Pieter Johnson, an assistant professor of ecology and evolutionary biology, has won a highly prestigious David and Lucille Packard Fellowship, a five-year award that will support his study of emerging diseases in changing environments.

Johnson will use the $875,000 award to continue his pioneering research on emerging diseases. Last year, for instance, a team led by Johnson reported how human-induced ecosystem changes have helped spread diseases that affect multiple species.

The team’s research, reported in the Proceedings of the National Academy of Sciences, found that aquatic environments with high levels of nitrogen and phosphorous (usually from fertilizer runoff or sewage effluent) precipitate a chain-reaction of parasitic infections in three species: birds, snails, and amphibian larvae.

In the Proceedings of the National Academy of Sciences, Johnson’s team was the first to report the mechanism of cascading events from excessive nutrient enrichment, or eutrophication. Freshwater snails become larger and more numerous with eutrophication.

That’s because nitrogen and phosphorous from eutrophication promote the growth of algae, which increases the number and vigor of the herbivorous snails. Parasites, worms called trematodes, infect the snails.

Those more robust and numerous snails harbor more trematodes, which, in turn, infect more green frogs.

Frogs infected with parasitic trematodes frequently suffer limb deformities, such as the growth of extra legs or malformed legs. Frogs with limb deformities are easier prey for birds, which eat the parasitically infected frogs and whose waste perpetuates the cycle.

With the Packard Fellowship, Johnson hopes to expand upon such work. Many emerging diseases (such as West Nile virus) are shared between human and wildlife hosts, and he notes the need to understand the relationship between an increasingly altered environment and emerging diseases.

“By combining experiments, field studies, long-term data and ecological monitoring, my lab seeks to identify how environmental changes affect disease, and, reciprocally, how changes in disease feed back to influence ecosystems.”

Johnson and his team aim to focus further on nutrient enrichment, the interaction between biodiversity loss and disease, and the relationship between climate change and disease.

Ecologists have not traditionally studied disease, Johnson said.
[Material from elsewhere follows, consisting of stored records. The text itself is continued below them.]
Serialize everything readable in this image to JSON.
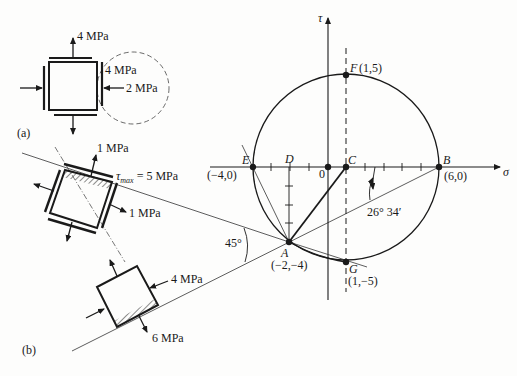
{
  "figure": {
    "part_labels": {
      "a": "(a)",
      "b": "(b)"
    },
    "element_a": {
      "sigma_y_label": "4 MPa",
      "tau_label": "4 MPa",
      "sigma_x_label": "2 MPa"
    },
    "element_b1": {
      "normal_top_label": "1 MPa",
      "shear_label_prefix": "τ",
      "shear_label_sub": "max",
      "shear_label_value": " = 5 MPa",
      "normal_right_label": "1 MPa"
    },
    "element_b2": {
      "compression_label": "4 MPa",
      "tension_label": "6 MPa"
    },
    "mohr_circle": {
      "axis_sigma": "σ",
      "axis_tau": "τ",
      "origin_label": "0",
      "center": [
        1,
        0
      ],
      "radius": 5,
      "points": {
        "A": {
          "name": "A",
          "coords": "(−2,−4)",
          "value": [
            -2,
            -4
          ]
        },
        "B": {
          "name": "B",
          "coords": "(6,0)",
          "value": [
            6,
            0
          ]
        },
        "C": {
          "name": "C",
          "coords": "",
          "value": [
            1,
            0
          ]
        },
        "D": {
          "name": "D",
          "coords": "",
          "value": [
            -2,
            0
          ]
        },
        "E": {
          "name": "E",
          "coords": "(−4,0)",
          "value": [
            -4,
            0
          ]
        },
        "F": {
          "name": "F",
          "coords": "(1,5)",
          "value": [
            1,
            5
          ]
        },
        "G": {
          "name": "G",
          "coords": "(1,−5)",
          "value": [
            1,
            -5
          ]
        }
      },
      "angles": {
        "principal": "26° 34′",
        "shear": "45°"
      }
    }
  }
}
But the loss of biodiversity and increase in human alteration of natural ecosystems emphasize the importance of ecological research on emerging disease, he said.

Johnson has a record of ground-breaking research. In the 1990s, a spate of frog-limb deformities baffled scientists. A team led by Johnson published a paper in Science in 1999 reporting compelling evidence that the deformities were caused not by pollution, as was widely suspected, but by parasitic trematodes.

Johnson was an undergraduate at Stanford University when he and his team did the experiments whose results were reported in Science. At that time, “most of the scientific community had ignored or even ridiculed the idea that parasites could create deformities,” The New York Times noted in its coverage of Johnson’s 1999 paper.

Johnson is the 10th faculty member since 1988 to win a Packard Fellowship.

Johnson has also just won a $107,764 grant from the Morris Animal Foundation to study amphibian declines in Colorado. And with EBIO Research Associate Val McKenzie, Johnson has also won a $99,700 grant from the Colorado Division of Wildlife to study the possible causes of decline of amphibians, which are the world’s most threatened class of vertebrates.

“This is wonderful news,” notes ecology and evolutionary biology chair Jeffry B. Mitton. “EBIO is a great department.”